Seven episodes covering different aspects of marine environments plus the closing conservation episode. Each episode runs approximately sixty minutes.
How does it compare to the original Blue Planet?
The original (2001) established the template for thorough marine documentation. Blue Planet II (2017) used sixteen years of subsequent technical advances. Both series have merit. The original is foundational. The sequel extends.
Did the series really affect UK policy?
Yes. The “Blue Planet II effect” became a specific term in British policy discussion. The series contributed to subsequent legislation on single-use plastics, plastic microbeads, and broader waste reduction strategies.
Is the tuskfish tool use really significant?
Yes. The footage was the first thorough broadcast documentation of tool use in fish. The contribution extends documented tool use beyond mammals and birds.

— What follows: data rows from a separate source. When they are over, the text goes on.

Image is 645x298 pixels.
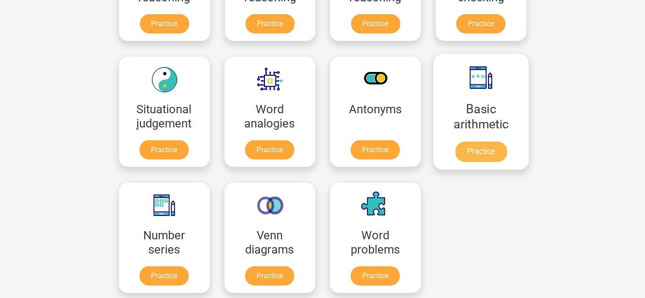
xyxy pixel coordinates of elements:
[351,267,400,286] a: Practice
[351,140,400,160] a: Practice
[139,267,189,286] a: Practice
[351,14,400,33] a: Practice
[245,140,294,160] a: Practice
[139,140,189,160] a: Practice
[245,267,294,286] a: Practice
[455,142,506,162] a: Practice
[245,14,295,33] a: Practice
[456,14,505,33] a: Practice
[140,14,189,33] a: Practice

How accurate is the marine science?
The basic content remains current. Subsequent research has continued to refine specific details but the series’s content continues to align with marine science understanding.
Who composed the score?
Hans Zimmer with Jacob Shea and David Fleming. The orchestral score continued the approach Zimmer’s team had established with Planet Earth II.
Should I watch this?
Yes. Blue Planet II is required viewing for contemporary marine natural history and for understanding what documentary work can accomplish in policy contexts.